Monday's FCC appeal decision had some good news, then better news, then bad news, then worse news.
Good news: The FCC is finally taking up the issue of the Cost-Effectiveness Review (CER), the most heinous of PIA procedures. I can't recall an earlier decision about CERs. Don't know what a CER is? Count your blessings. It's a Kafkaesque review where PIA pretends to investigate one thing, while in fact comparing a funding request to some secret standards.
Better news: All the appeals were granted, not just given waivers. "We find that the applicants listed in the appendix met the requirements for demonstrating that the costs of the products and services in the funding requests were reasonable based on their circumstances and therefore were cost-effective under Commission rules." So it's not just the FCC giving applicants a mulligan; they're actually saying the applicants were right and USAC was wrong. I feel the urge to say, "In your face!" but I will refrain.
Bad news: So after I read the above sentence, I jumped to the appendix to see if any of my appeals were in there, and they aren't. The real bad news was that the list was so short. I noted back in 2008 that CER appeals were piling up, but this decision only deals with 8 appeals filed since 2009. What about all the other appeals languishing at the FCC?
Worse news: There is no "Further, we direct USAC..." paragraph. We get no discussion of why the FCC ruled the way it did, no hint about whether CERs are proper, whether there should be standards, and what those standards should be, or what USAC should have done differently in these cases. So USAC has no reason to amend their practices, and if they were so inclined, have no guidance on what changes should be made.
I was able to find most of the appeals, and here's my summary of the denial reasons:
Hondo Valley School District: couldn't find it.
Leak & Watts Services: Nothing specific, just "exceeded the applicant's reasonable needs."
Mel Blount Youth Home: Many things were too high: Cost per student, Number of students per server, Number of students per switch, Number of ports per student, Number of students per WAP, cost per cabling drop & Number of cabling drops per student.

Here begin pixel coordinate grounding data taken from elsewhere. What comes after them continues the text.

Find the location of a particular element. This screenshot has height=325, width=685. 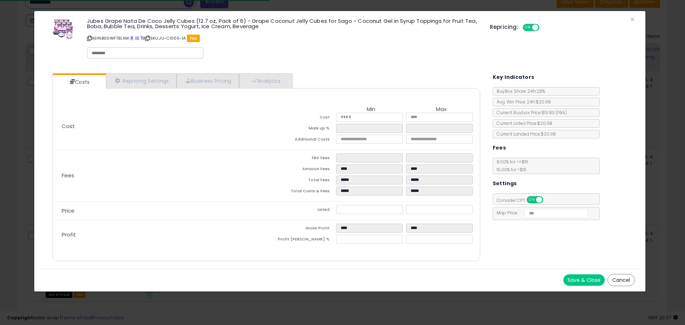

a: Business Pricing is located at coordinates (208, 81).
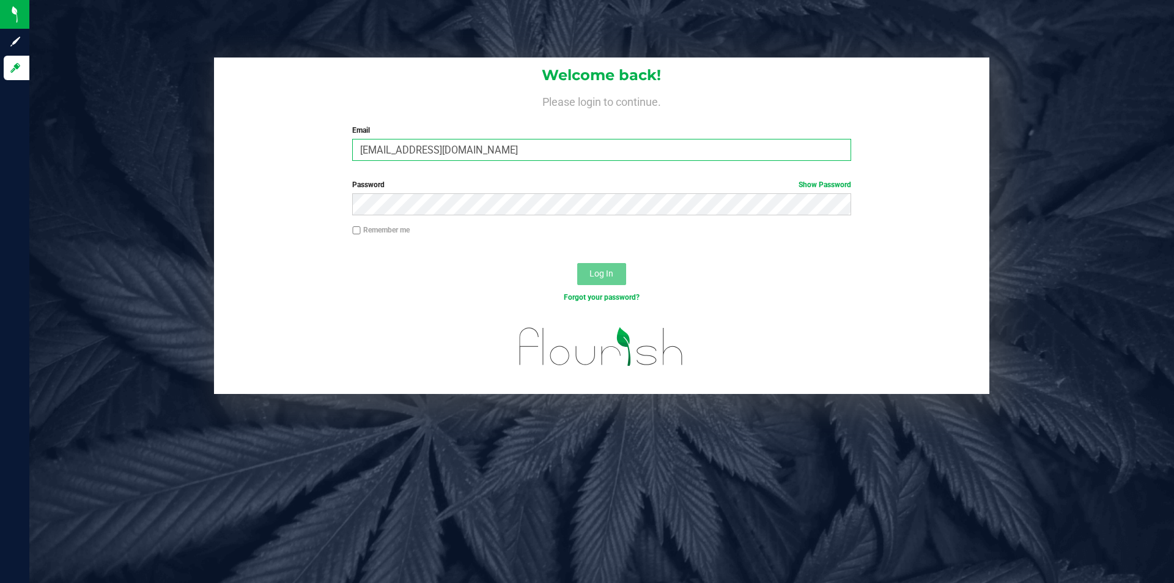 This screenshot has width=1174, height=583. Describe the element at coordinates (601, 273) in the screenshot. I see `span: Log In` at that location.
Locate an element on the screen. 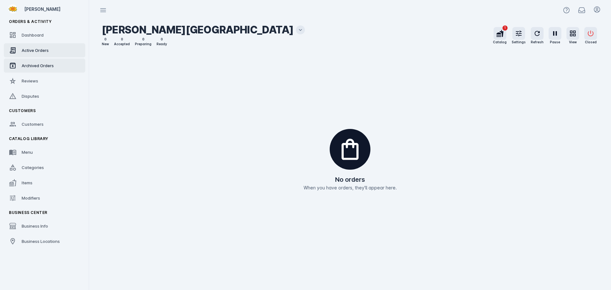 The image size is (611, 290). div: Ready is located at coordinates (162, 44).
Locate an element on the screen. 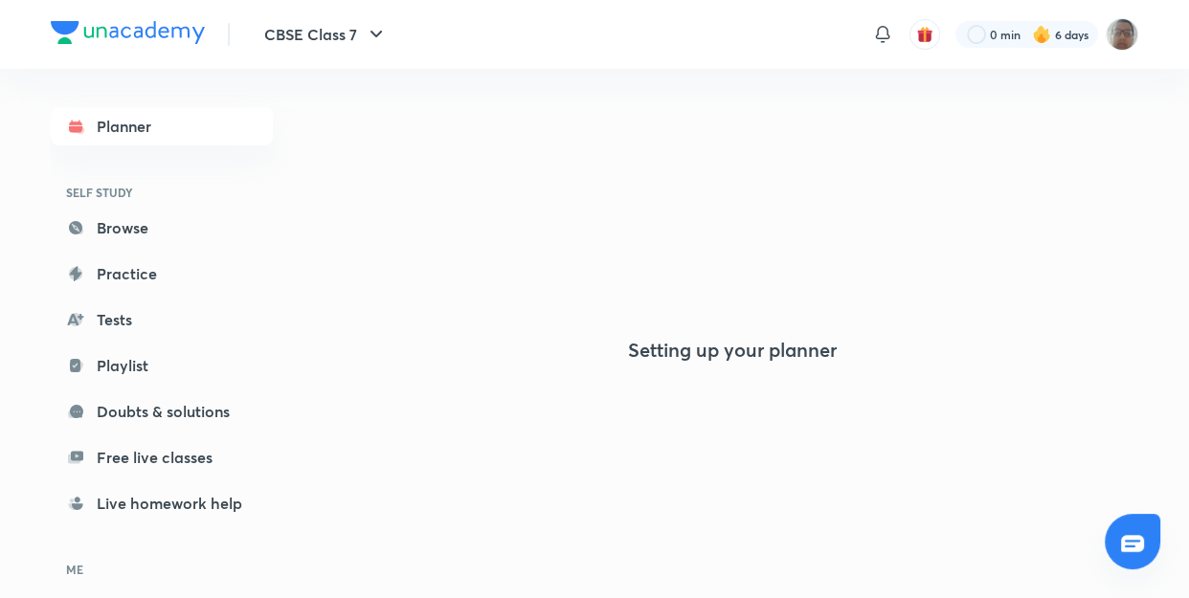 The image size is (1189, 598). a: Company Logo is located at coordinates (127, 34).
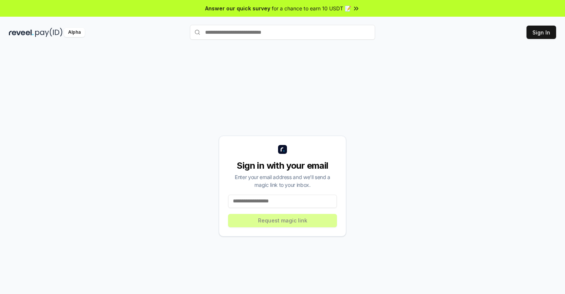 The width and height of the screenshot is (565, 294). Describe the element at coordinates (49, 32) in the screenshot. I see `img: pay_id` at that location.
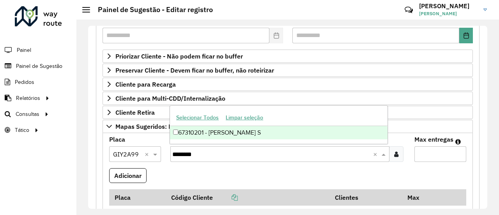 This screenshot has height=215, width=499. What do you see at coordinates (170, 98) in the screenshot?
I see `span: Cliente para Multi-CDD/Internalização` at bounding box center [170, 98].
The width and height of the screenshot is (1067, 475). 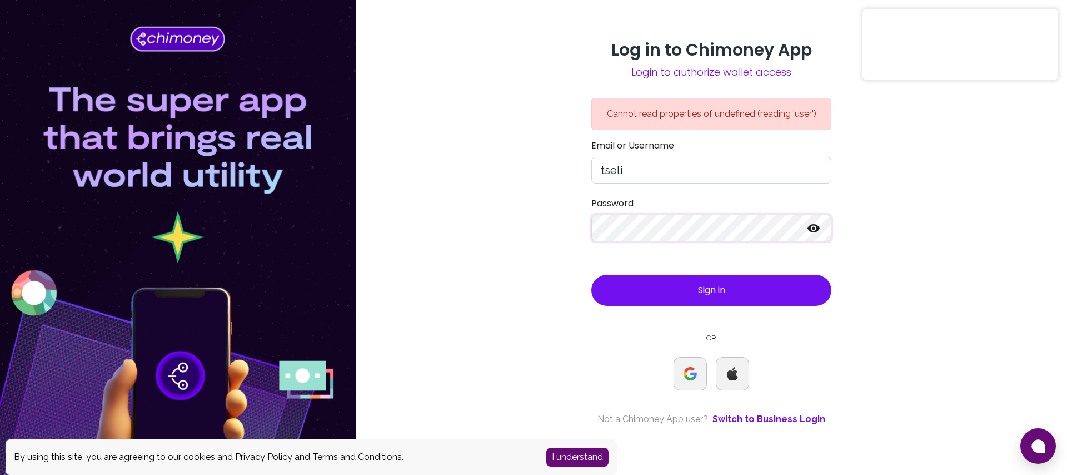 I want to click on button: Open chat window, so click(x=1038, y=446).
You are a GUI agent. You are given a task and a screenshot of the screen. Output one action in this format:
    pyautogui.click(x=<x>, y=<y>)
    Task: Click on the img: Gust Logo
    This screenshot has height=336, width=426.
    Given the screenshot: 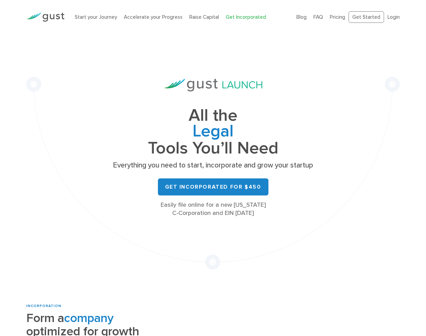 What is the action you would take?
    pyautogui.click(x=45, y=17)
    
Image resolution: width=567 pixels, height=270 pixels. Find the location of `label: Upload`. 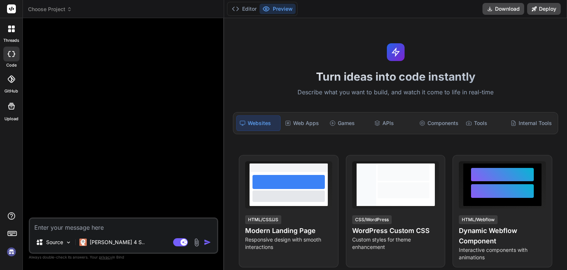

label: Upload is located at coordinates (11, 119).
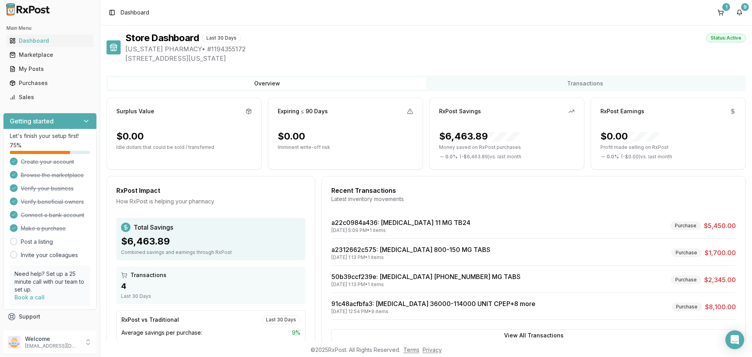 The width and height of the screenshot is (752, 357). Describe the element at coordinates (211, 201) in the screenshot. I see `div: How RxPost is helping your pharmacy` at that location.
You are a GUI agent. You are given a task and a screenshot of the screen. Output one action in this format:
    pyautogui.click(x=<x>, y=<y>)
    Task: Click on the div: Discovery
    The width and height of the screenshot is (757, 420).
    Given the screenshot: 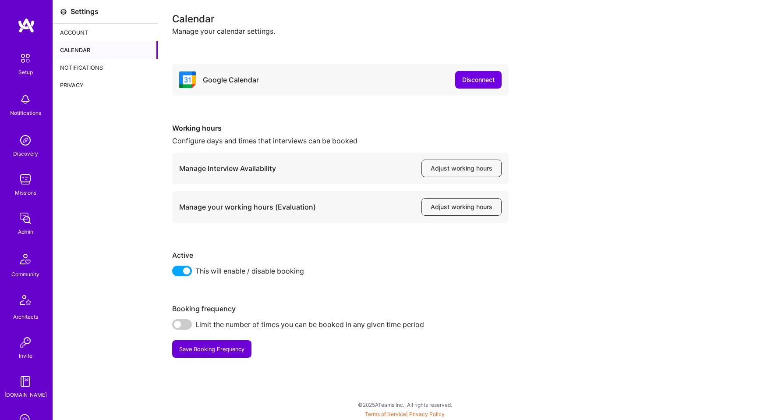 What is the action you would take?
    pyautogui.click(x=25, y=153)
    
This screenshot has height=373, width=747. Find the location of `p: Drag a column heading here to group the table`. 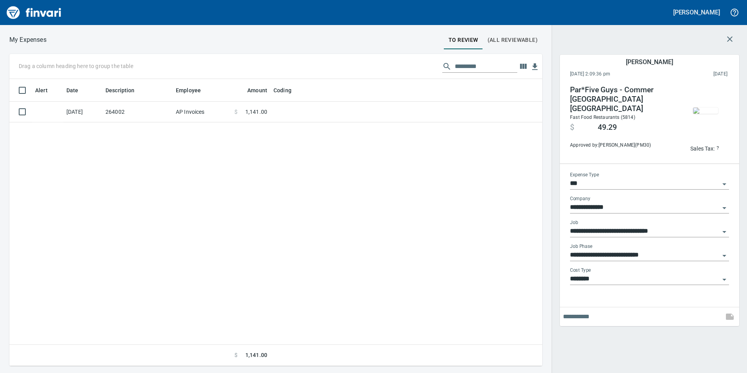

p: Drag a column heading here to group the table is located at coordinates (76, 66).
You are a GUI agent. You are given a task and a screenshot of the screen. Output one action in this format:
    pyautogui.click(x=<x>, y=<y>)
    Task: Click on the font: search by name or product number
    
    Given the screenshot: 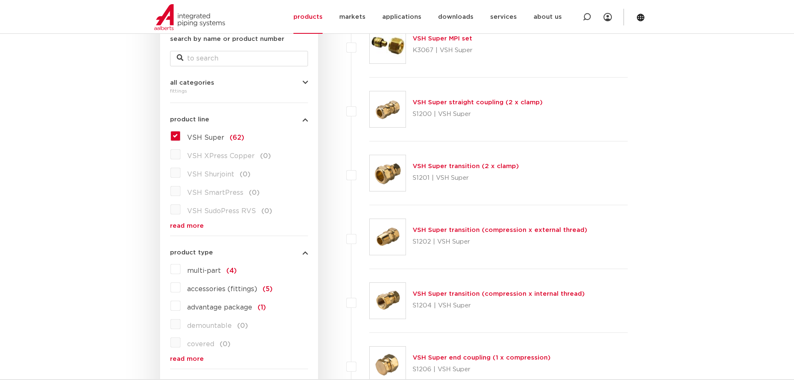 What is the action you would take?
    pyautogui.click(x=227, y=39)
    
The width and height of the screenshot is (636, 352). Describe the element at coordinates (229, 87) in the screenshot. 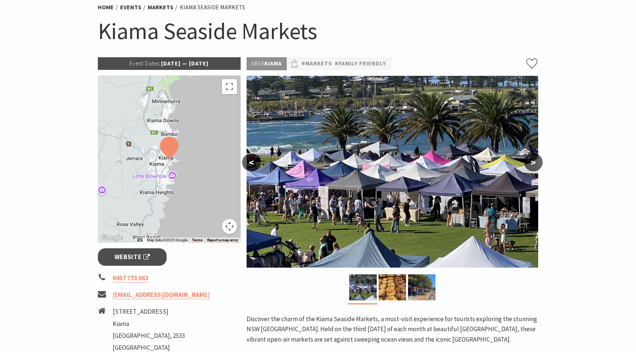

I see `button: Toggle fullscreen view` at that location.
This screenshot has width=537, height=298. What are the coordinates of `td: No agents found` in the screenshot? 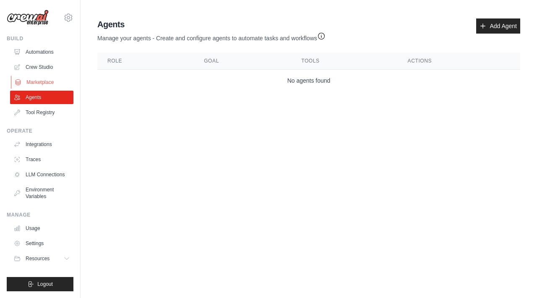 It's located at (309, 81).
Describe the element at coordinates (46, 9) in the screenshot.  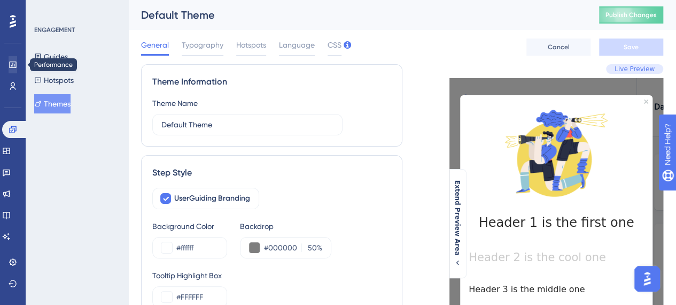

Navajo Prep School: A cost/student of $17,898.75 is too high.
American Internet Group, LLC: $609.52 per cabling drop is too high.
Shiprock Associated Schools: Again, the vague "exceeded the applicant's reasonable needs."
Step Special Torah Education Program: Two servers costing $21,790 each is too much for a school of 40-50 kids.
Universal/Star International Academics: couldn't find it.
One final non-E-Rate note: doesn't "Leak & Watts Services" sound like a good name for a combined plumbing/electrical company?